A highly anticipated live performance on December 19, 2025, at Sala Galileo Galilei.
By Susan Villa
Alba Dreid will present her new recording project on December 19, 2025, at 9:00 p.m., at Sala Galileo Galilei—one of the most eagerly awaited events to experience firsthand the artistic evolution of a creator who has successfully built bridges between copla and contemporary sound languages. The concert is shaping up to be a meeting point between tradition and avant-garde, where the artist unfolds a proposal that reinterprets Andalusian roots through a current, deeply personal aesthetic.
Winner of TVE’s copla competition La Bien Cantá, Alba Dreid has since constructed a distinctive musical discourse in which copla, flamenco, and folklore engage in dialogue with electronic music and afro-house without losing authenticity. Hailing from La Puebla de Cazalla and shaped by a solid family artistic heritage, her career is marked by a constant search for new languages, collaborations with artists from diverse fields, and a clear commitment to renewing the genre with deep respect for its roots.
1. After winning La Bien Cantá on TVE, your career has evolved toward a very personal fusion of copla, electronic music, and afro-house. At what point did you decide that this was the artistic path you wanted to explore?
Unexpectedly, electronic music was the trigger that led me to audition for the program. I had been researching and developing the fusion between both genres for two years, and I understood that, given it was a clearly avant-garde format with a revolutionary outlook on copla, my proposal fit naturally. That’s why I approached both my application and my audition presentation from that innovative perspective.
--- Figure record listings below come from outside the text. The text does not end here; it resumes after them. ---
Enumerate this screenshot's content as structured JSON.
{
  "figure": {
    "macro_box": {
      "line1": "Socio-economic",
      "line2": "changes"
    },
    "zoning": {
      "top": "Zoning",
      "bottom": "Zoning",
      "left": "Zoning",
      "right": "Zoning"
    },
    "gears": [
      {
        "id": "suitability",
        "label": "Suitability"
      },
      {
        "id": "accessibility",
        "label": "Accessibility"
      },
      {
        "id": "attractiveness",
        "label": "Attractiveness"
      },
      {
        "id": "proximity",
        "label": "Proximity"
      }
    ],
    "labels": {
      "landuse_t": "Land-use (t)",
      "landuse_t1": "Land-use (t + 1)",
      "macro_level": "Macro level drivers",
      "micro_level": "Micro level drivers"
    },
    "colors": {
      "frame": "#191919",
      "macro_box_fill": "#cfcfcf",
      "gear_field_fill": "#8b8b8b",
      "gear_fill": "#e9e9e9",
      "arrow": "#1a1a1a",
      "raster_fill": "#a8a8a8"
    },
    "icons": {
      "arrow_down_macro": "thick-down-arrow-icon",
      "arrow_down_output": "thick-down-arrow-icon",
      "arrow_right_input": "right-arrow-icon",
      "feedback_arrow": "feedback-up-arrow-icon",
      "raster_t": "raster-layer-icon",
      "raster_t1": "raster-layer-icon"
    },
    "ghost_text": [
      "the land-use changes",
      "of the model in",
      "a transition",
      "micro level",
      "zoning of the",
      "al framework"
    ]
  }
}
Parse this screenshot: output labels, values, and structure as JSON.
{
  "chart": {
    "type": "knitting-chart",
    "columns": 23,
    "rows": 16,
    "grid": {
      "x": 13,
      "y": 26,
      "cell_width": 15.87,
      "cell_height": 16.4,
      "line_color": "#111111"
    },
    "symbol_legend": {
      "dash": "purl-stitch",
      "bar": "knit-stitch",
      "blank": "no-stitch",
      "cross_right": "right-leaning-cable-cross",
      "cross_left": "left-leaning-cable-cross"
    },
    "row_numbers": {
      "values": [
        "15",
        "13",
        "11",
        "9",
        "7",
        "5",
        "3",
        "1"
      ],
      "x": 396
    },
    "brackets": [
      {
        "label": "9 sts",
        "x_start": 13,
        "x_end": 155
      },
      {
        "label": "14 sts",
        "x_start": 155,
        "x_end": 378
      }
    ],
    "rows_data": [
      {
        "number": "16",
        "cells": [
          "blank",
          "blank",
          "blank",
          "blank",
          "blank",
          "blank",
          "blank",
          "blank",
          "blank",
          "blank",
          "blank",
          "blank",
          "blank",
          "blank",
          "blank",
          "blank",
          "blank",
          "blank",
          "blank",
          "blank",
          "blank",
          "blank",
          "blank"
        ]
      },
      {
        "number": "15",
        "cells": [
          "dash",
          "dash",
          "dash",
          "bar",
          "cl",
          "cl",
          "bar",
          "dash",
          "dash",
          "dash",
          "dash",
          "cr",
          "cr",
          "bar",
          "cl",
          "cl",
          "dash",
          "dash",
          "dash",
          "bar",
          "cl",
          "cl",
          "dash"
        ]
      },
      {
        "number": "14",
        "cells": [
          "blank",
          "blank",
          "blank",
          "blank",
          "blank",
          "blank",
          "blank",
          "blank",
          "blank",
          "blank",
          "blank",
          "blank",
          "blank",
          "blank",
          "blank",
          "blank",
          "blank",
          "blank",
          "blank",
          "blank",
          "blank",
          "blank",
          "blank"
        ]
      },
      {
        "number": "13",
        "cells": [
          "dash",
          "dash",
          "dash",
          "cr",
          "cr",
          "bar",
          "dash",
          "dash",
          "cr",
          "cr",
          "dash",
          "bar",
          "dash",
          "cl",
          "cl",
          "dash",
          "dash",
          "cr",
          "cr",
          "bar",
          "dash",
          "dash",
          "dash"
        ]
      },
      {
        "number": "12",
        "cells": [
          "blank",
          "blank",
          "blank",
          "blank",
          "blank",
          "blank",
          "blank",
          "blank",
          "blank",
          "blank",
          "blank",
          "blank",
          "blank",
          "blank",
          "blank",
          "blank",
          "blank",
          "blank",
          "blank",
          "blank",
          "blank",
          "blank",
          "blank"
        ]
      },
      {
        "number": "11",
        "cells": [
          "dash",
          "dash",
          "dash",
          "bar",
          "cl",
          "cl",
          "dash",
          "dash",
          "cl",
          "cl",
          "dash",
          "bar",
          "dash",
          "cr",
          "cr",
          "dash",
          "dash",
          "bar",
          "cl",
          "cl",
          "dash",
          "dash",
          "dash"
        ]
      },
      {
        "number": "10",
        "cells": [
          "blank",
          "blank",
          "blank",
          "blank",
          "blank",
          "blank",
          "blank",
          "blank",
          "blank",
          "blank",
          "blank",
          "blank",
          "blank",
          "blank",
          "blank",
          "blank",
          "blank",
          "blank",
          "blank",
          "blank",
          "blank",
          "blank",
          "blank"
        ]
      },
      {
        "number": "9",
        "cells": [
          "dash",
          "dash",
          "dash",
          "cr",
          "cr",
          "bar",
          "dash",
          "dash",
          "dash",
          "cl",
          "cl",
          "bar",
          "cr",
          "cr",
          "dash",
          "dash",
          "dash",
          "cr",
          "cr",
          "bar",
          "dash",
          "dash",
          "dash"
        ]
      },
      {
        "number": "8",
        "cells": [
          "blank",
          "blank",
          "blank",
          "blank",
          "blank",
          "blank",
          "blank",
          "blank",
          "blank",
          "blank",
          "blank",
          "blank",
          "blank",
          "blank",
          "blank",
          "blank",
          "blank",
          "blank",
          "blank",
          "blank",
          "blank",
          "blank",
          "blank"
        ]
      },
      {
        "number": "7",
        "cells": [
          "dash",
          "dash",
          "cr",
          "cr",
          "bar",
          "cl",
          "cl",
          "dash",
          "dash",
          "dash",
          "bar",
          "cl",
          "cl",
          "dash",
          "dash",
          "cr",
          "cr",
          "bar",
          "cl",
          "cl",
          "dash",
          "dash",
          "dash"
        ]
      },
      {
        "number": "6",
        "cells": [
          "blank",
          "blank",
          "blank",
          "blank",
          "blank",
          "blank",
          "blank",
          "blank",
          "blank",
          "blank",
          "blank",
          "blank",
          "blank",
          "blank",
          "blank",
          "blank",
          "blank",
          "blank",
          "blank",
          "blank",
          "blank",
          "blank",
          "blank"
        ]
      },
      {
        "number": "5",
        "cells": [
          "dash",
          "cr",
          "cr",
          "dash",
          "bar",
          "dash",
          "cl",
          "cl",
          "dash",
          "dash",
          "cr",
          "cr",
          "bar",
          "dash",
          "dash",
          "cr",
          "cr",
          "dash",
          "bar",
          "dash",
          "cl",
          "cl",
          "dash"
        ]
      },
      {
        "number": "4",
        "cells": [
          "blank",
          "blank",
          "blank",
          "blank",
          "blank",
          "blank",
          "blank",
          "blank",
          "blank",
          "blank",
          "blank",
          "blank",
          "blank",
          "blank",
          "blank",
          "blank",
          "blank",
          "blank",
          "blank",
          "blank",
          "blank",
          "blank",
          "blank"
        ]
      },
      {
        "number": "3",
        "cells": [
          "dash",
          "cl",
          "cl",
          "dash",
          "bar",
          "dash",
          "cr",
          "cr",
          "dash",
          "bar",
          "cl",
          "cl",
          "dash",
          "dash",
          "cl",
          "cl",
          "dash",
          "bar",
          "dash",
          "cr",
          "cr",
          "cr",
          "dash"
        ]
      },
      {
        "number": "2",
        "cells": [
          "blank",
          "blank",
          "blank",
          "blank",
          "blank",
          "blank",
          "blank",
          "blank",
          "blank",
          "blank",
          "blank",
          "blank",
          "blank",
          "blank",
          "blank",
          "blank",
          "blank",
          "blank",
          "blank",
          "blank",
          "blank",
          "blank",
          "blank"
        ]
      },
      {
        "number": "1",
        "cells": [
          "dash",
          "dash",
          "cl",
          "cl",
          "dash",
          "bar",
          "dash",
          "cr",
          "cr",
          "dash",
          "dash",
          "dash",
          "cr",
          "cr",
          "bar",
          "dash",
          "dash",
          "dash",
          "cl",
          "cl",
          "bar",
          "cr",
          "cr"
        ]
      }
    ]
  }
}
I expressed it with total conviction: “I know it may sound crazy, but I would love to mix copla with techno.”
2. Your musical discourse starts from Andalusian tradition but is in constant dialogue with contemporary sounds. How do you balance respect for the roots with the need to innovate without losing authenticity?
For me, the roots are not a starting point that is abandoned, but an axis that sustains everything. Andalusian tradition is my emotional and cultural language, and I never use it as a superficial aesthetic resource. Before innovating, there is deep work of respect, study, and listening. Electronic and contemporary sounds do not replace the source; they accompany it and amplify it. Innovating, in my case, does not mean breaking with tradition, but dialoguing with it from the present. If the root is alive and well understood, it is not lost; it evolves honestly and keeps its authenticity intact.
3. You come from La Puebla de Cazalla, a place with a strong symbolic and cultural weight. How do your origins and your family environment influence the way you understand music?
My origins and, above all, my family environment have been decisive in how I understand music. I come from a family of artists, and that leaves a deep mark. I grew up surrounded by words, singing, and sensitivity. My paternal grandfather, Salvador Cabello, was a poet and playwright—someone who understood art as a form of thought and cultural commitment. And my grandfather Francisco, El Petre, sang flamenco with extraordinary truth and naturalness.
La Puebla de Cazalla, with all its symbolic and cultural weight, and my family taught me that music is born from the roots, from emotion, and from respect for who one is.
4. You have collaborated with international DJs and artists from the urban scene, and you have shared the stage with figures of great prominence. What do these collaborations bring you creatively and personally?
When you begin working with someone in the musical field, discovery goes far beyond the professional. Artistic creation inevitably reveals the artist’s inner world—their way of feeling and thinking. For me, the creative process is also a space of intimacy and truth, where the personal and the artistic naturally intertwine.
Collaborating with other artists broadens one’s perspective and opens the mind to creative territories that one may not even have known existed. That exchange not only enriches the artistic process, but also has a personal impact, because in my case creation and person are intimately connected. Every collaboration leaves a mark, transforms you, and offers new ways of understanding both music and oneself.
5. In songs like A tu vera, you reinterpret iconic coplas through a contemporary language. What do you think this re-reading offers younger audiences, and what does it give back to copla as a genre?
Ultimately, reinterpreting a copla like A tu vera is a way of bringing it closer to young people without fear. Using a contemporary sound language allows them to discover it from a more immediate place, without perceiving it as something distant or of the past. And what it gives back to copla is precisely that: the sense that it is still alive, that it can transform and continue to move people without losing its essence. It’s not about changing it, but about listening to it from today.
6. Looking ahead to the coming months, after the presentation of your new work at Sala Galileo Galilei on December 19, what projects are you currently working on, and where would you like to take your artistic proposal next?
In the coming months, my intention is to continue deepening the path I have already begun. I want to keep developing my artistic proposal and demonstrate that our roots—copla and flamenco—not only belong to our history, but are more alive than ever. Continuing to explore, create, and take this music to new spaces and audiences is, right now, my main goal.